When you have a global pandemic of disease, telling people to take personal responsibility for it is unlikely to be the answer. Faced with a time bomb of childhood obesity in the United Kingdom capital, London’s Mayor, Sadiq Khan, has proposed banning adverts for junk food and drink from tubes and buses. But for the most part, arguments about obesity remain stuck on a loop. It was MPs’ turn to hear them again this week when the health select committee took evidence from food and advertising lobbyists, academics and health specialists.

Susan Jebb, professor of diet and population health at Oxford University, may have been surprised to see what she billed as a “rather silly little tip”, of the take-personal-responsibility sort — pay for your fuel at the pump to avoid the sugary, fatty snacks at the checkout — elevated to front-page news.

Actually, she was calling for a whole range of mandatory measures to counter the way companies bombard us with food and drink at every opportunity — measures of which a junk food advertising ban could be one. Even petrol stations selling fast food and confectionary are now part of an environment that has become obesogenic, constantly prompting us to do the unhealthy thing.

Recognising that our environment engenders obesity is crucial to understanding why so many people around the world are now dangerously overweight. When populations as a whole are affected, with the lower socioeconomic groups more affected, it is clear that obesity has social determinants. It also becomes clear that it requires the government to reshape the environment. Although we can exercise a thousand rebellions individually, none of us can change the landscape on our own.

Boyd Swinburn, the New Zealand public health expert who coined the phrase obesogenic environment, observed that it was not something wrong within the body that determined the high rates of diabetes and obesity among previously healthy Native American populations corralled into reservations, but their bodies’ normal physiological response to an abnormal environment.

The environment is obesogenic when energy-dense, but nutrient-light foods are cheaper than fresh, healthy ones; when they are promoted with discounts encouraging you to buy three rather than one; when alcohol is sold as a loss leader; when sweets are placed at checkouts not just in grocery stores but many non-food shops too; when junk food outlets dominate your high street; and when advertising insidiously steers your purchasing in the wrong direction.

Obesogenic environment

It’s obesogenic when cars take precedence over safety for pedestrians and cyclists, so parents fear to let their children walk, and when screen time pushes out exercise outdoors.

Food and drink manufacturers and advertising executives don’t like the idea of an obesogenic environment because it throws responsibility back on to policymakers and regulators, and that means restricting their activities.

Last week, we saw them turning cartwheels to do themselves down. Advertising costing billions has only a modest impact on people’s choices, they told MPs — as they will no doubt tell the London mayor in the months ahead as they attempt to water down his plan.

Prof Jebb explained that obesity is often caused by small, incremental excesses of energy intake, and many small interventions will be needed to change the environment. These range from preserving playing fields and parks to planning rules that favour physical activity and restrict fast food outlets. They include tighter controls on the advertising and promotion of junk food, and the closing of loopholes that allow social media to bypass regulations imposed on other media. We may need tax disincentives — such as the sugary drinks levy — on over-processed unhealthy foods, and new incentives to grow healthier produce.

Doing nothing is not an option. The latest figures show that 66 per cent of men and 57 per cent of women in the UK are overweight or obese. Full-blown obesity affects more than a quarter of the population, with one in five children obese by the age of 10. Those in lower socioeconomic groups are twice as likely to suffer from obesity as those in more affluent groups, and that health gap keeps growing.

— Guardian News & Media Ltd

Felicity Lawrence is a special correspondent for the Guardian.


**Task statement**
Gather all lines from the material that contain the word "title".

**Extracted entries**
● ● ●
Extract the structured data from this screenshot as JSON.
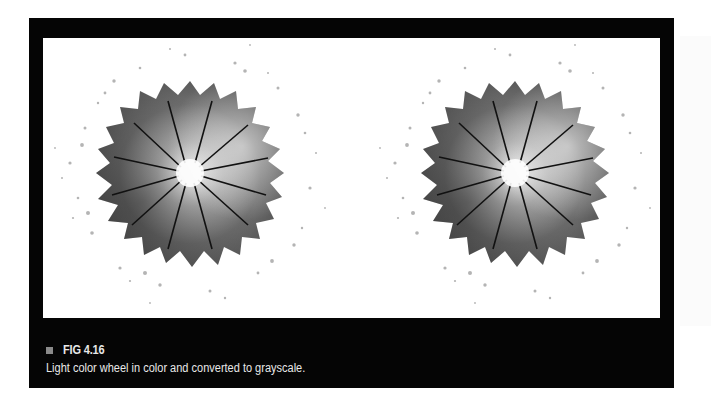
{
  "figure": {
    "number_label": "FIG 4.16",
    "caption": "Light color wheel in color and converted to grayscale.",
    "panels": [
      {
        "name": "color-wheel-original",
        "cx": 161,
        "cy": 137,
        "segments": 12
      },
      {
        "name": "color-wheel-grayscale",
        "cx": 486,
        "cy": 137,
        "segments": 12
      }
    ]
  },
  "colors": {
    "frame": "#050505",
    "caption_text": "#e8e8e8",
    "marker_square": "#8a8a8a"
  }
}
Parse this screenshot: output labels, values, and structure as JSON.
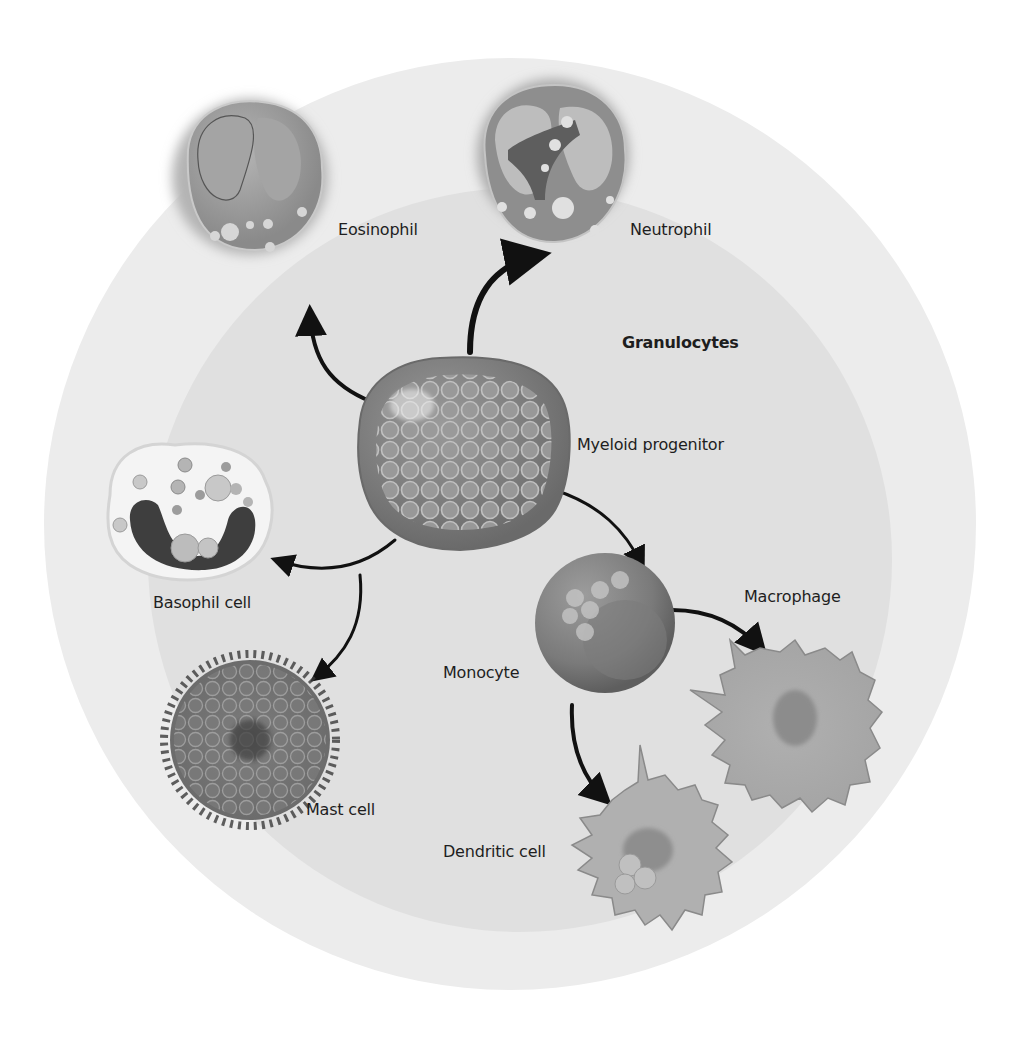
{
  "diagram": {
    "title": "Granulocytes",
    "progenitor": "Myeloid progenitor",
    "colors": {
      "page_bg": "#ffffff",
      "outer_disc": "#ececec",
      "inner_disc": "#e0e0e0",
      "cell_mid": "#8c8c8c",
      "cell_dark": "#5a5a5a",
      "arrow": "#111111",
      "text": "#1e1e1e"
    },
    "cells": [
      {
        "id": "eosinophil",
        "label": "Eosinophil"
      },
      {
        "id": "neutrophil",
        "label": "Neutrophil"
      },
      {
        "id": "basophil",
        "label": "Basophil cell"
      },
      {
        "id": "mast",
        "label": "Mast cell"
      },
      {
        "id": "monocyte",
        "label": "Monocyte"
      },
      {
        "id": "macrophage",
        "label": "Macrophage"
      },
      {
        "id": "dendritic",
        "label": "Dendritic cell"
      }
    ],
    "edges": [
      {
        "from": "Myeloid progenitor",
        "to": "Eosinophil"
      },
      {
        "from": "Myeloid progenitor",
        "to": "Neutrophil"
      },
      {
        "from": "Myeloid progenitor",
        "to": "Basophil cell"
      },
      {
        "from": "Myeloid progenitor",
        "to": "Mast cell"
      },
      {
        "from": "Myeloid progenitor",
        "to": "Monocyte"
      },
      {
        "from": "Monocyte",
        "to": "Macrophage"
      },
      {
        "from": "Monocyte",
        "to": "Dendritic cell"
      }
    ]
  }
}
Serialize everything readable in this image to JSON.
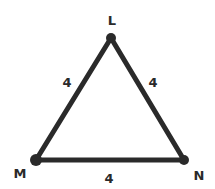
{
  "diagram": {
    "type": "triangle",
    "vertices": [
      {
        "label": "L",
        "x": 111,
        "y": 38,
        "label_x": 112,
        "label_y": 24
      },
      {
        "label": "M",
        "x": 36,
        "y": 160,
        "label_x": 19,
        "label_y": 178
      },
      {
        "label": "N",
        "x": 184,
        "y": 160,
        "label_x": 200,
        "label_y": 180
      }
    ],
    "sides": [
      {
        "between": "L-M",
        "length": "4",
        "label_x": 67,
        "label_y": 86
      },
      {
        "between": "L-N",
        "length": "4",
        "label_x": 153,
        "label_y": 86
      },
      {
        "between": "M-N",
        "length": "4",
        "label_x": 109,
        "label_y": 182
      }
    ],
    "colors": {
      "stroke": "#2a2a2a",
      "background": "#ffffff"
    }
  }
}
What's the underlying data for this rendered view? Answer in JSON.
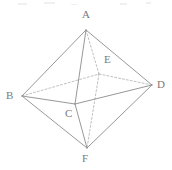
{
  "figure": {
    "type": "geometric-solid-diagram",
    "canvas": {
      "width": 172,
      "height": 170,
      "background": "#ffffff"
    },
    "style": {
      "solid_edge_color": "#8c8c8c",
      "hidden_edge_color": "#b0b0b0",
      "label_color": "#7a7a7a",
      "solid_edge_width": 0.9,
      "hidden_edge_width": 0.8,
      "hidden_dash_pattern": "2,2"
    },
    "vertices": [
      {
        "id": "A",
        "label": "A",
        "x": 86,
        "y": 30,
        "label_x": 82,
        "label_y": 9,
        "role": "top-apex"
      },
      {
        "id": "B",
        "label": "B",
        "x": 22,
        "y": 96,
        "label_x": 6,
        "label_y": 90,
        "role": "base-left"
      },
      {
        "id": "C",
        "label": "C",
        "x": 75,
        "y": 104,
        "label_x": 65,
        "label_y": 108,
        "role": "base-front"
      },
      {
        "id": "D",
        "label": "D",
        "x": 152,
        "y": 85,
        "label_x": 157,
        "label_y": 79,
        "role": "base-right"
      },
      {
        "id": "E",
        "label": "E",
        "x": 99,
        "y": 74,
        "label_x": 104,
        "label_y": 54,
        "role": "base-back-hidden"
      },
      {
        "id": "F",
        "label": "F",
        "x": 87,
        "y": 148,
        "label_x": 82,
        "label_y": 153,
        "role": "bottom-apex"
      }
    ],
    "edges_solid": [
      {
        "from": "A",
        "to": "B"
      },
      {
        "from": "A",
        "to": "D"
      },
      {
        "from": "A",
        "to": "C"
      },
      {
        "from": "B",
        "to": "C"
      },
      {
        "from": "C",
        "to": "D"
      },
      {
        "from": "B",
        "to": "F"
      },
      {
        "from": "C",
        "to": "F"
      },
      {
        "from": "D",
        "to": "F"
      }
    ],
    "edges_hidden": [
      {
        "from": "A",
        "to": "E"
      },
      {
        "from": "B",
        "to": "E"
      },
      {
        "from": "E",
        "to": "D"
      },
      {
        "from": "E",
        "to": "F"
      }
    ],
    "scan_artifacts": [
      {
        "x": 18,
        "y": 3,
        "w": 9,
        "h": 2
      },
      {
        "x": 44,
        "y": 2,
        "w": 11,
        "h": 2
      },
      {
        "x": 71,
        "y": 4,
        "w": 6,
        "h": 1
      },
      {
        "x": 120,
        "y": 3,
        "w": 7,
        "h": 2
      },
      {
        "x": 146,
        "y": 2,
        "w": 5,
        "h": 2
      }
    ]
  }
}
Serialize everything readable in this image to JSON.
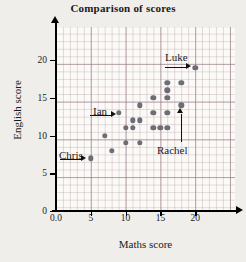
{
  "chart_data": {
    "type": "scatter",
    "title": "Comparison of scores",
    "xlabel": "Maths score",
    "ylabel": "English score",
    "xlim": [
      0,
      24
    ],
    "ylim": [
      0,
      23
    ],
    "xticks": [
      "0.0",
      "5",
      "10",
      "15",
      "20"
    ],
    "xtick_values": [
      0,
      5,
      10,
      15,
      20
    ],
    "yticks": [
      "0",
      "5",
      "10",
      "15",
      "20"
    ],
    "ytick_values": [
      0,
      5,
      10,
      15,
      20
    ],
    "grid": true,
    "legend": "none",
    "marker_color": "#6d6d75",
    "points": [
      {
        "x": 5,
        "y": 7
      },
      {
        "x": 7,
        "y": 10
      },
      {
        "x": 8,
        "y": 8
      },
      {
        "x": 9,
        "y": 13
      },
      {
        "x": 10,
        "y": 9
      },
      {
        "x": 10,
        "y": 11
      },
      {
        "x": 11,
        "y": 11
      },
      {
        "x": 11,
        "y": 12
      },
      {
        "x": 12,
        "y": 9
      },
      {
        "x": 12,
        "y": 12
      },
      {
        "x": 12,
        "y": 14
      },
      {
        "x": 14,
        "y": 11
      },
      {
        "x": 14,
        "y": 13
      },
      {
        "x": 14,
        "y": 15
      },
      {
        "x": 15,
        "y": 11
      },
      {
        "x": 16,
        "y": 11
      },
      {
        "x": 16,
        "y": 13
      },
      {
        "x": 16,
        "y": 15
      },
      {
        "x": 16,
        "y": 16
      },
      {
        "x": 16,
        "y": 17
      },
      {
        "x": 18,
        "y": 14
      },
      {
        "x": 18,
        "y": 17
      },
      {
        "x": 20,
        "y": 19
      }
    ],
    "annotations": [
      {
        "label": "Chris",
        "point": {
          "x": 5,
          "y": 7
        },
        "direction": "right"
      },
      {
        "label": "Ian",
        "point": {
          "x": 9,
          "y": 13
        },
        "direction": "right"
      },
      {
        "label": "Luke",
        "point": {
          "x": 20,
          "y": 19
        },
        "direction": "right"
      },
      {
        "label": "Rachel",
        "point": {
          "x": 18,
          "y": 14
        },
        "direction": "up"
      }
    ]
  }
}
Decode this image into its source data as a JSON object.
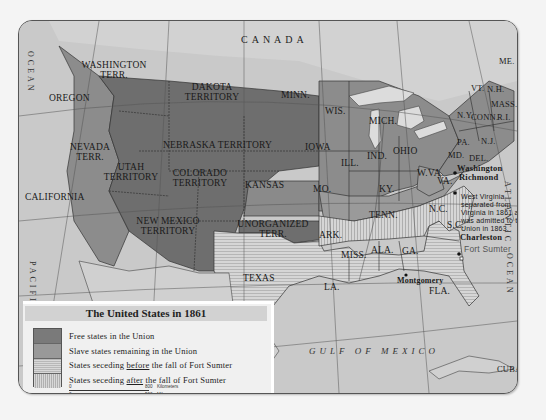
{
  "map": {
    "title": "The United States in 1861",
    "countries": {
      "north": "CANADA",
      "south": "MEXICO"
    },
    "water": {
      "pacific": "PACIFIC",
      "ocean_west": "OCEAN",
      "atlantic": "ATLANTIC",
      "ocean_east": "OCEAN",
      "gulf": "GULF OF MEXICO",
      "tropic": "Tropic of Cancer",
      "great_lakes": "Great Lakes"
    },
    "territories": {
      "washington": "WASHINGTON TERR.",
      "oregon": "OREGON",
      "dakota": "DAKOTA TERRITORY",
      "nebraska": "NEBRASKA TERRITORY",
      "nevada": "NEVADA TERR.",
      "utah": "UTAH TERRITORY",
      "colorado": "COLORADO TERRITORY",
      "california": "CALIFORNIA",
      "new_mexico": "NEW MEXICO TERRITORY",
      "kansas": "KANSAS",
      "unorganized": "UNORGANIZED TERR.",
      "texas": "TEXAS",
      "minn": "MINN.",
      "wis": "WIS.",
      "mich": "MICH.",
      "iowa": "IOWA",
      "ill": "ILL.",
      "ind": "IND.",
      "ohio": "OHIO",
      "mo": "MO.",
      "ky": "KY.",
      "wva": "W.VA.",
      "va": "VA.",
      "tenn": "TENN.",
      "nc": "N.C.",
      "sc": "S.C.",
      "ark": "ARK.",
      "miss": "MISS.",
      "ala": "ALA.",
      "ga": "GA.",
      "la": "LA.",
      "fla": "FLA.",
      "ny": "N.Y.",
      "pa": "PA.",
      "nj": "N.J.",
      "md": "MD.",
      "del": "DEL.",
      "me": "ME.",
      "vt": "VT.",
      "nh": "N.H.",
      "mass": "MASS.",
      "conn": "CONN.",
      "ri": "R.I.",
      "cuba": "CUBA"
    },
    "cities": {
      "washington": "Washington",
      "richmond": "Richmond",
      "charleston": "Charleston",
      "fort_sumter": "Fort Sumter",
      "montgomery": "Montgomery"
    },
    "annotation": "West Virginia separated from Virginia in 1861 and was admitted to the Union in 1863."
  },
  "legend": {
    "title": "The United States in 1861",
    "items": [
      {
        "key": "free",
        "label": "Free states in the Union",
        "color": "#7a7a7a"
      },
      {
        "key": "slave",
        "label": "Slave states remaining in the Union",
        "color": "#999999"
      },
      {
        "key": "before",
        "label_pre": "States seceding ",
        "label_em": "before",
        "label_post": " the fall of Fort Sumter",
        "pattern": "horizontal-stripes"
      },
      {
        "key": "after",
        "label_pre": "States seceding ",
        "label_em": "after",
        "label_post": " the fall of Fort Sumter",
        "pattern": "vertical-stripes"
      }
    ],
    "scale": {
      "km_zero": "0",
      "km_max": "800",
      "km_unit": "Kilometers",
      "mi_zero": "0",
      "mi_max": "500",
      "mi_unit": "Miles"
    }
  }
}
● ● ●
**Solved problem**
    "title": "Granulocytes",
    "title": "Comparison of scores",
    "title": "The United States in 1861",
    "title": "The United States in 1861",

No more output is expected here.